Conceito
Load the graph to see the high-level diagram.
HyperTorah maps the Torah's intertextual web: the network of passages that echo, mirror, reverse, and illuminate each other. Every entry is a correspondence — a proposed relationship between two or more passages that share a linguistic, structural, or thematic pattern.
The basic unit of text is the Masoretic pericope — a petuḥah (open paragraph) or setumah (closed paragraph), the paragraph divisions established in the authoritative manuscript tradition. Correspondences connect pericopes.
All correspondences are posited, not asserted. Each is marked with a confidence level and a provenance — two independent axes that together tell you how certain the pattern is and where the identification comes from.
Confidence marks the strength of the proposed correspondence: Certain means the shared word, root, structure, or other textual feature is grammatically or lexically demonstrable; Likely means the pattern is strong but still requires a comparative judgment; Speculative means the pattern is suggestive and worth examining, but not offered as a finding.
Provenance records where the identification comes from: Text-evident patterns emerge from lexical or structural analysis of the text itself; Traditional patterns come from Talmud, midrash, or classical commentators; Scholarly patterns are identified or analyzed in modern academic work; and Editorial patterns are proposed by HyperTorah's own editorial process.
The two axes are independent: a correspondence can be text-evident and speculative (the shared element is undeniable; its significance is not), or traditional and likely (the classical reading is well-founded but not the only defensible one). Reading them together gives a more precise picture than either axis alone.
Many correspondences carry a record of how earlier and more recent interpreters — commentators, scholars, philosophers — have read them: what thesis they argued, what the pattern illuminated for them. The record is organized chronologically, from the earliest sources to the most recent, so you can follow a pattern's reception across the tradition.
Other correspondences carry no interpretive record yet. These are not incomplete entries: they are open questions. The pattern has been identified; no conclusions have been drawn from it. The site offers them as a chevrutah partner — bringing a textual observation to the table and asking what you make of it.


- **To do**: Leave out the pictures, and quote exactly the lines running from the one with "pixels, height=302 pixels." through the last line of the entries below.

- **Data**:

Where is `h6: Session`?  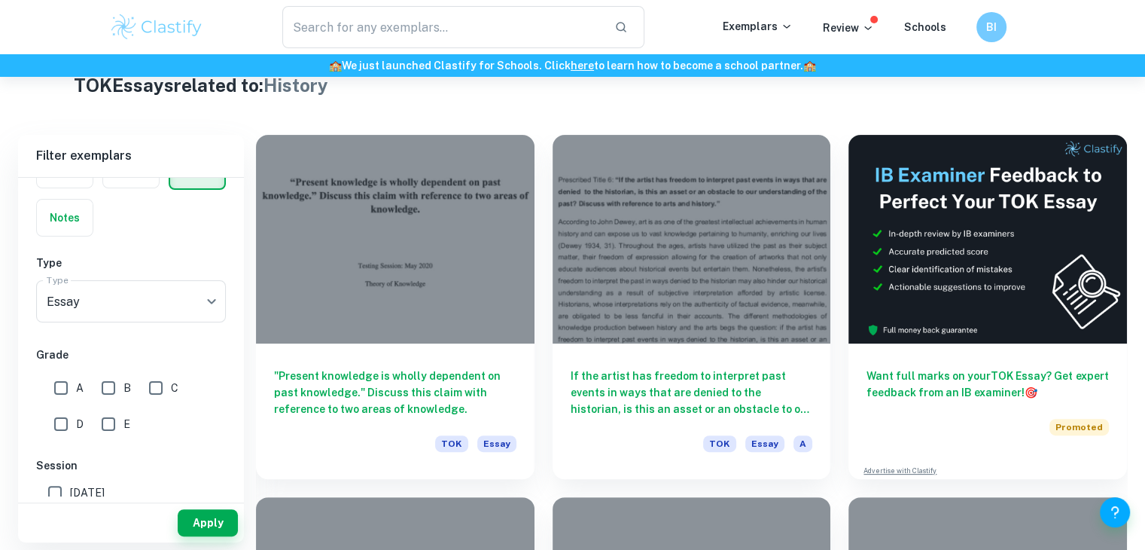
h6: Session is located at coordinates (131, 465).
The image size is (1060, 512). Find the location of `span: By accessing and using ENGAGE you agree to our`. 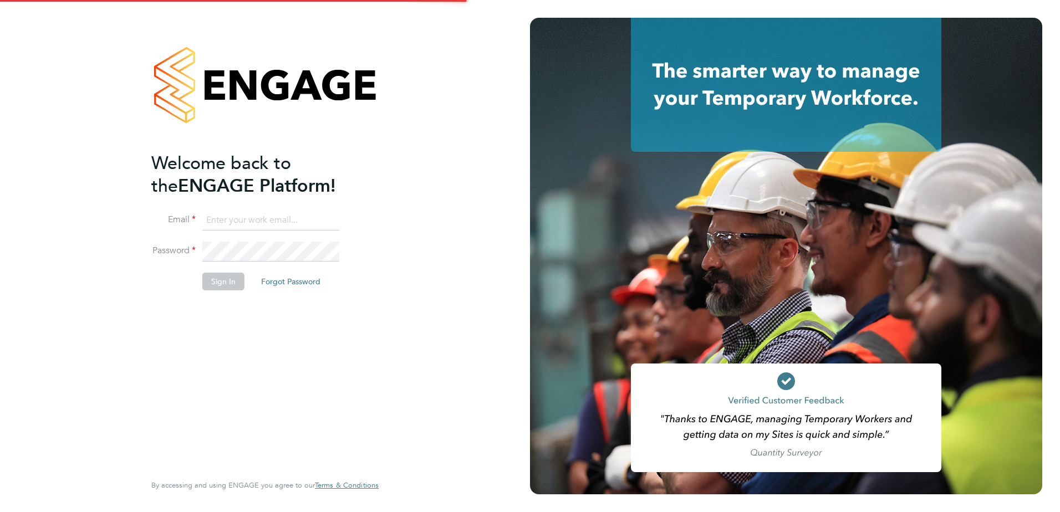

span: By accessing and using ENGAGE you agree to our is located at coordinates (265, 485).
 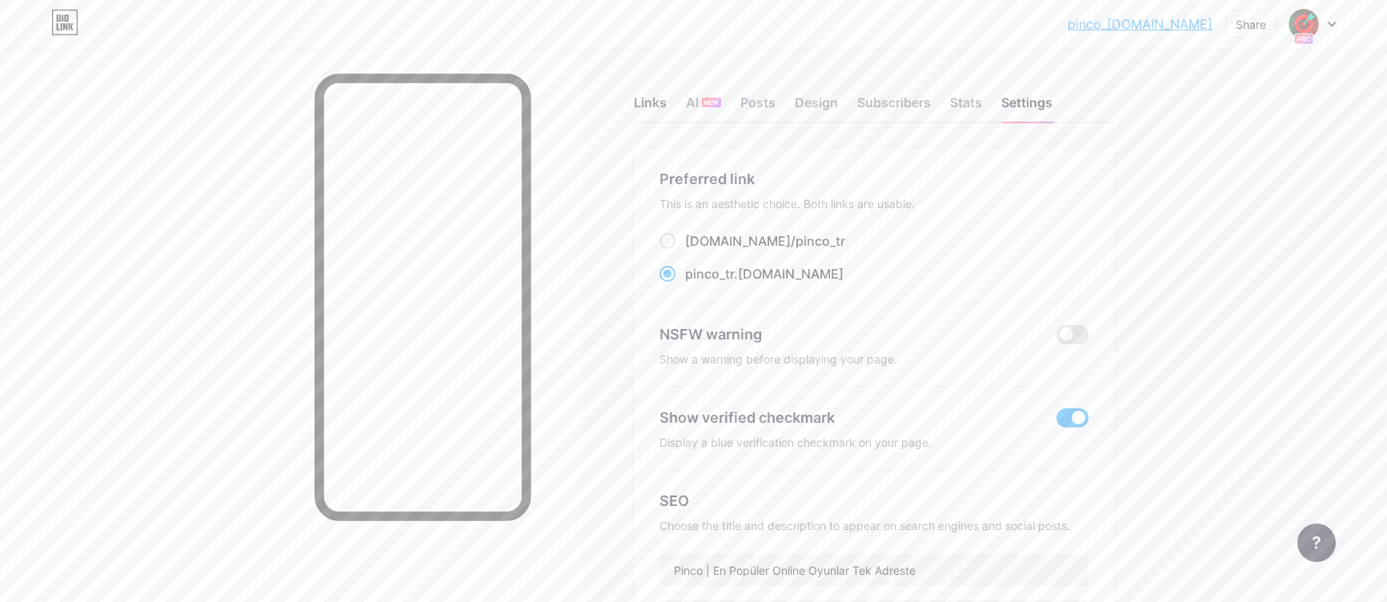 I want to click on div: This is an aesthetic choice. Both links are usable., so click(x=874, y=204).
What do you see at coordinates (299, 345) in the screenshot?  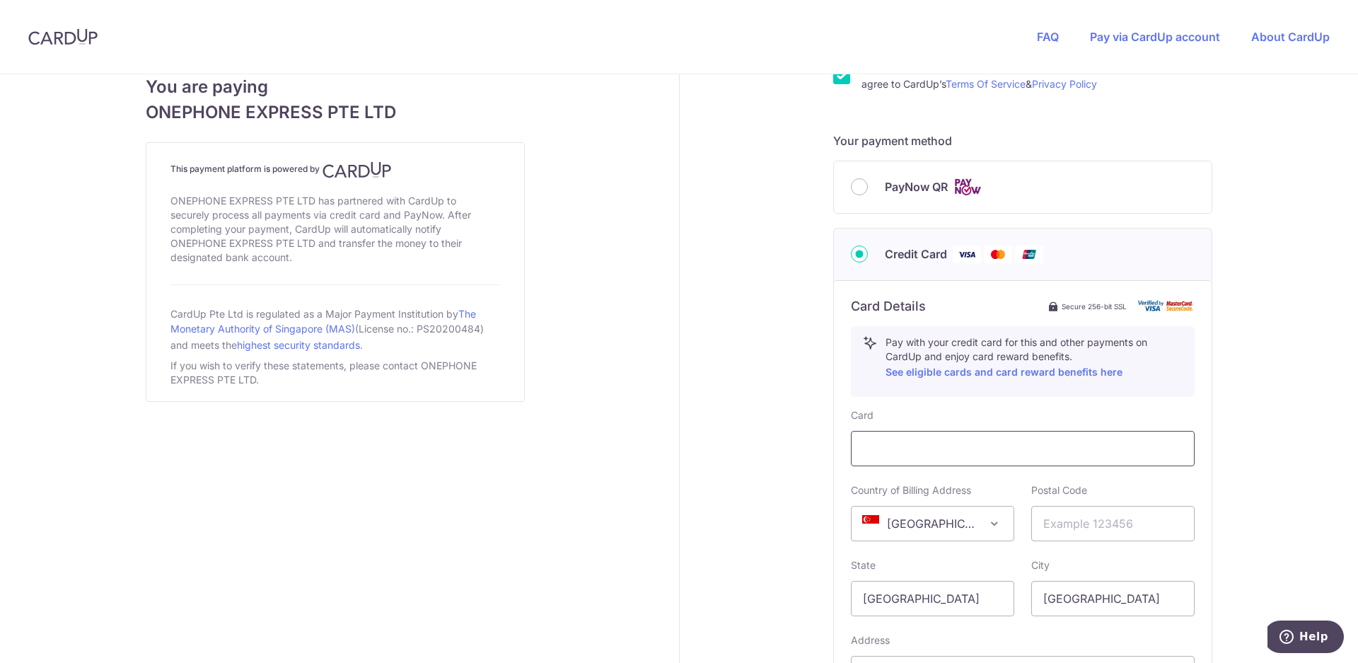 I see `a: highest security standards` at bounding box center [299, 345].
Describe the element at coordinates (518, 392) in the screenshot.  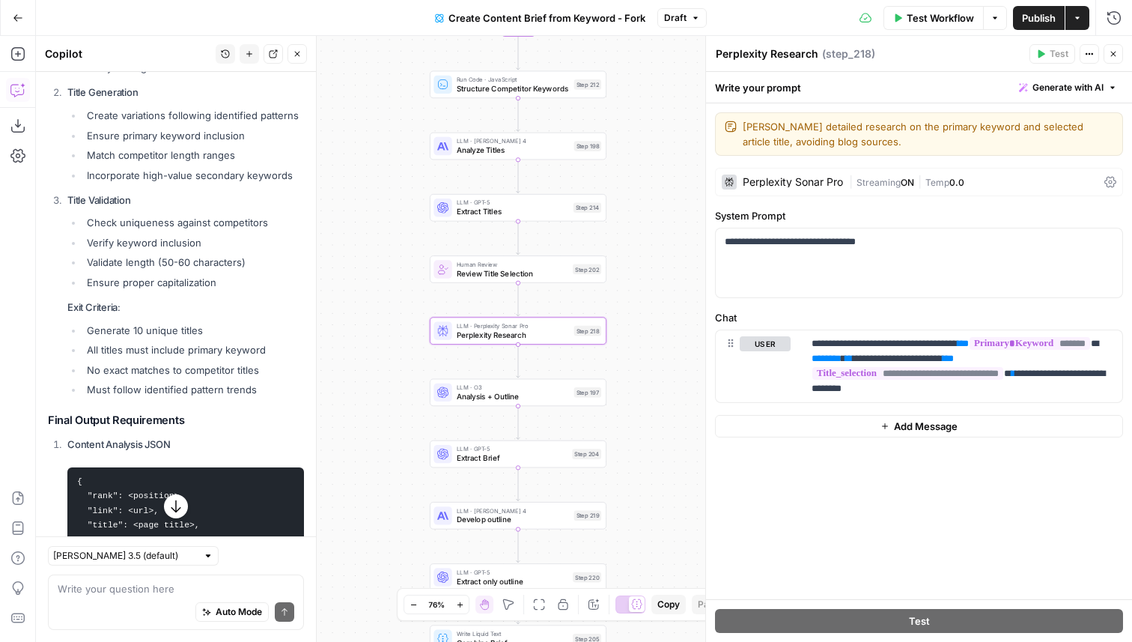
I see `div: LLM · O3Analysis + OutlineStep 197` at that location.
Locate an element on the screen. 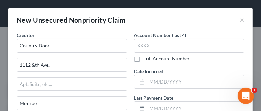  input: Enter city... is located at coordinates (72, 103).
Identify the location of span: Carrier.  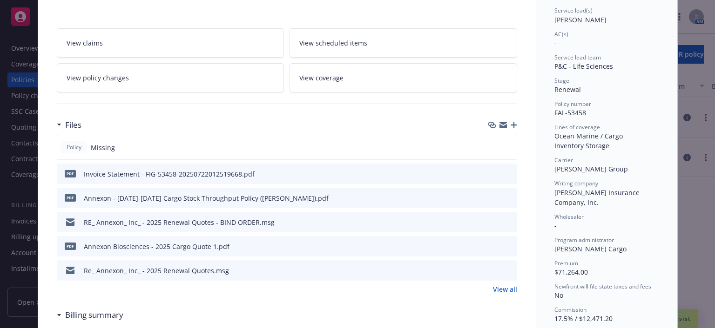
(563, 160).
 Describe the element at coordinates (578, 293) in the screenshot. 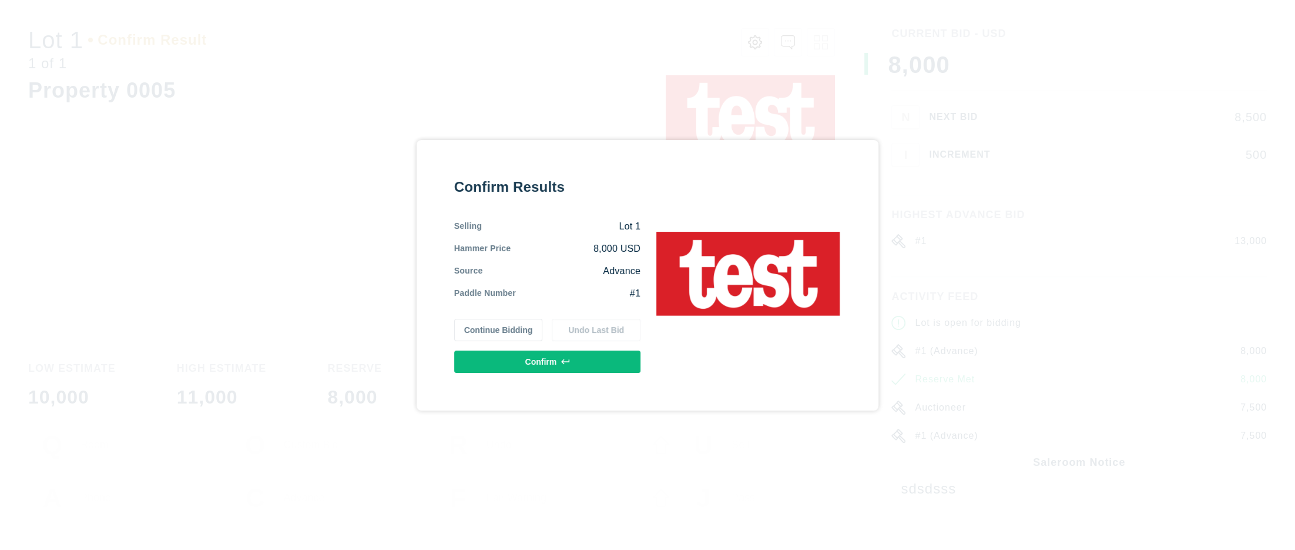

I see `div: #1` at that location.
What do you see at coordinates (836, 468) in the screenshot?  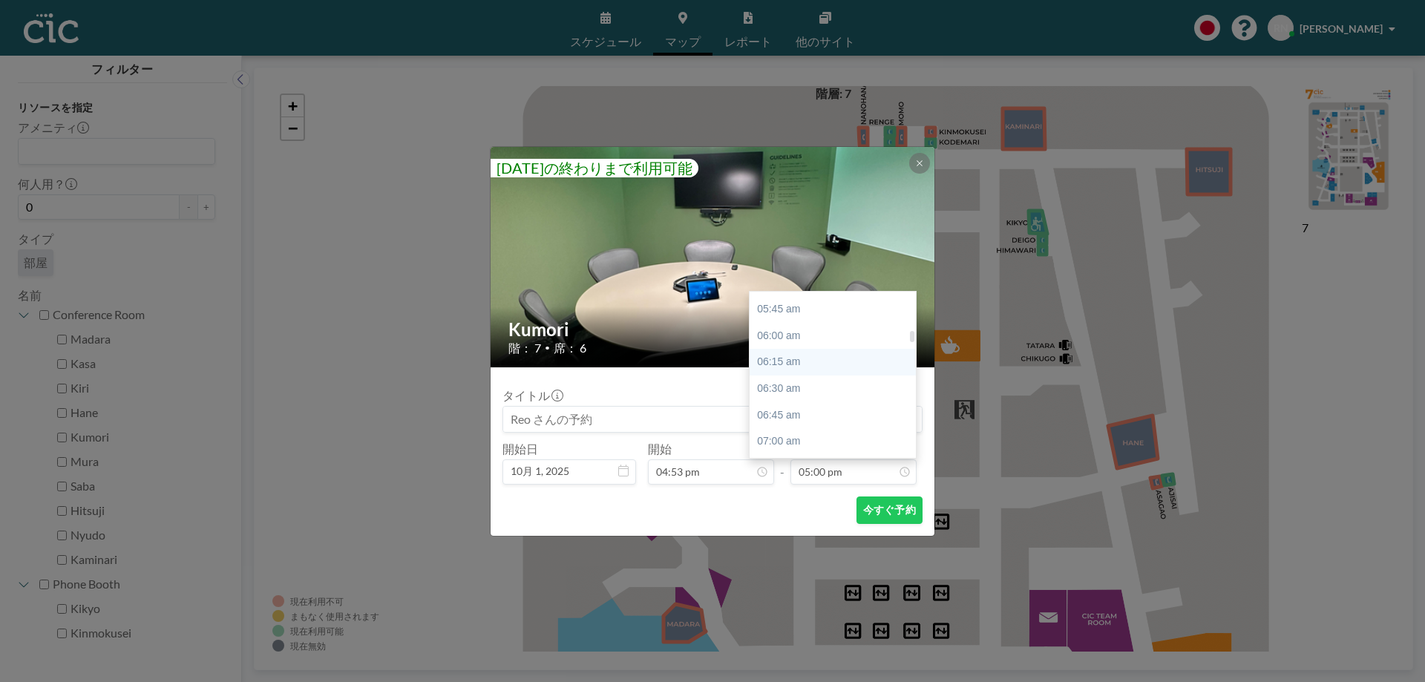 I see `div: 07:15 am` at bounding box center [836, 468].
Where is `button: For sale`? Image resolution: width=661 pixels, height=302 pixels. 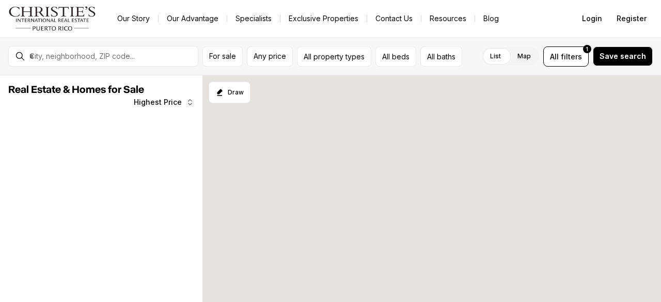
button: For sale is located at coordinates (223, 56).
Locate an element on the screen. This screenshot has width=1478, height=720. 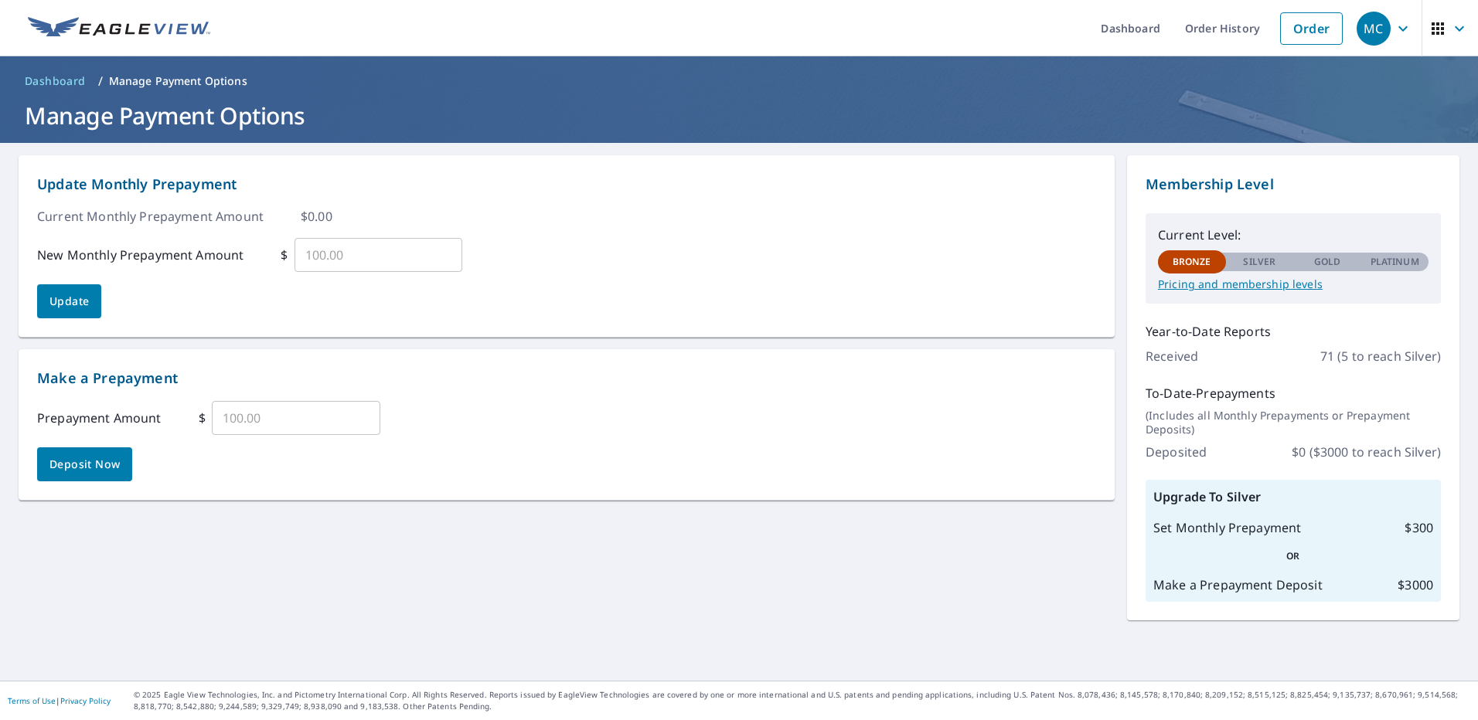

- **Expected answer**:
Where is `button: For sale`? Image resolution: width=661 pixels, height=302 pixels. 
button: For sale is located at coordinates (223, 56).
Locate an element on the screen. This screenshot has width=1478, height=720. 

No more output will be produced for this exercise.